We were living in Plano at the time. Our yard was completely covered by golfball-sized and larger hail stones in about 15 minutes. In some areas of the yard, the hail was piled up over 4 inches deep. It was a very bizarre experience! My defenseless red 4Runner was badly pummeled, with its alarm screaming the entire time. The vehicle looked like it had been attacked by an enraged loon with a large ball peen hammer. There were homes in Wiley that had cannon ball size hail go completely through their roof and ceiling that day. One of our cats was badly affected by the storm and the deafening noise it caused. He is still traumatized by it. Every time the barometric pressure drops and Teddy feels a distant rumble of thunder vibrating the floor in our old pier and beam, he slinks into the hallway near our bedroom door and flattens out next to a desk, not moving at all until the storm and all the noise stops. We seldom ever hear the thunder or detect the change in barometric pressure, but Teddy does. Poor little purrboy.
Ahhh, my Southern brethren. This is some great footage. You're yelling NO NO NO NO but you can not go inside. The sirens going off intrigues us more. 😅 In all seriousness I hope you kept safe and stay safe in the future. These storms are getting really nuts lately. ~ Okie
In 98, I lived in Western Kentucky and we had 3 tornados in our city. It brought baseball/softball size hail. It was so bad, in the days and months following, you couldn't go anywhere without seeing hail damaged vehicles. Several car dealerships had total losses to all of their vehicles too. I drove my old 84 Scottsdale to work that day and only suffered a few dents. Lil bondo and paint and my ride was good to go. Helluva day though. Never experienced anything like it.
That storm produced some of the best hail footage of any in the US in the last several years. Nice documentation of it! I bet those stones damaged your roof/windows/cars pretty badly.
That was terribly scary. I would have freaked out. I am so sorry for the damage you suffered, but you provided some of the best hail footage I have ever seen.
In the future, please don't wave the camera back forth so fast. One landed in the pool, you swung the camera to that, we don't have time to make sense of what we are seeing, and you immediately swing around to look at sonething elsd. Pick one thing to focus on and stay on it.
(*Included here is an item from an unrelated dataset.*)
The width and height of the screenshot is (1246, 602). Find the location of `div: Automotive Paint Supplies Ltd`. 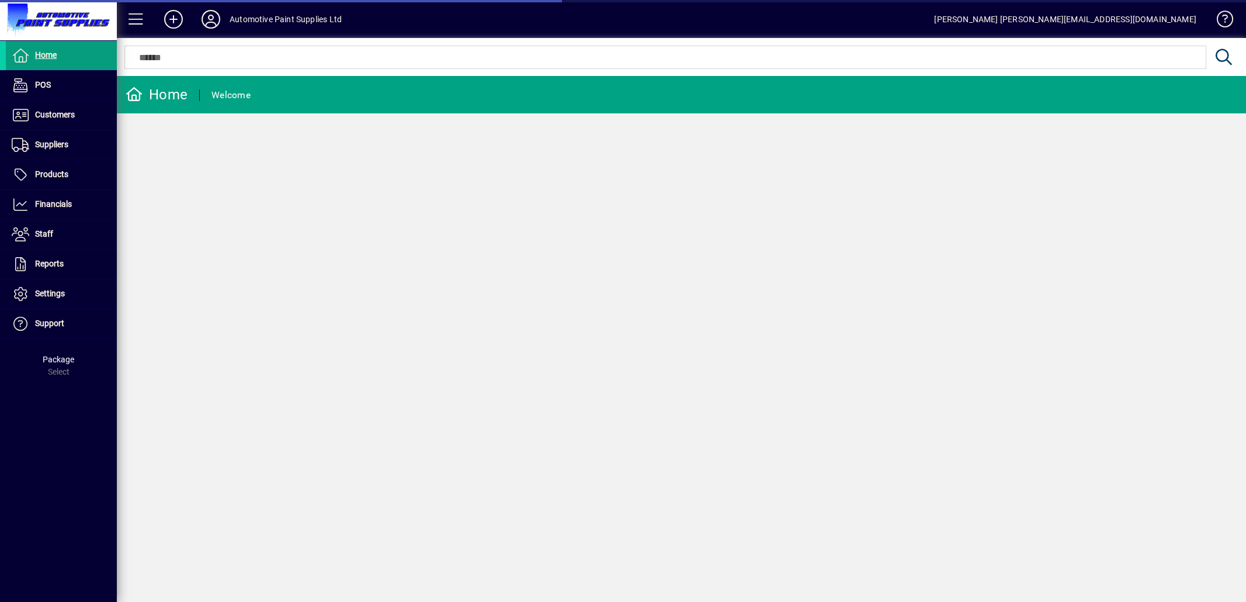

6:32 - "I'm startin' to get worried. Nah, we're fine." Literally 3 minutes later: Hailstones the size of grapefruits and winds gusting to 70 mph hit their home and destroy their windows
In Tulsa ok 2013 , rain , storms, ⚡ thunder, then hail , then calm eerily green sky quiet, then the sound of locomotives 🌪️🌪️rolling down hwy44😮ef2 a few hundred yards away missed us .Very Weird night...
Nobody does basements in Texas, mate. It's probably riskier to stand at a window💥 trying to catch rare footage like this than to stay well under the porch roof.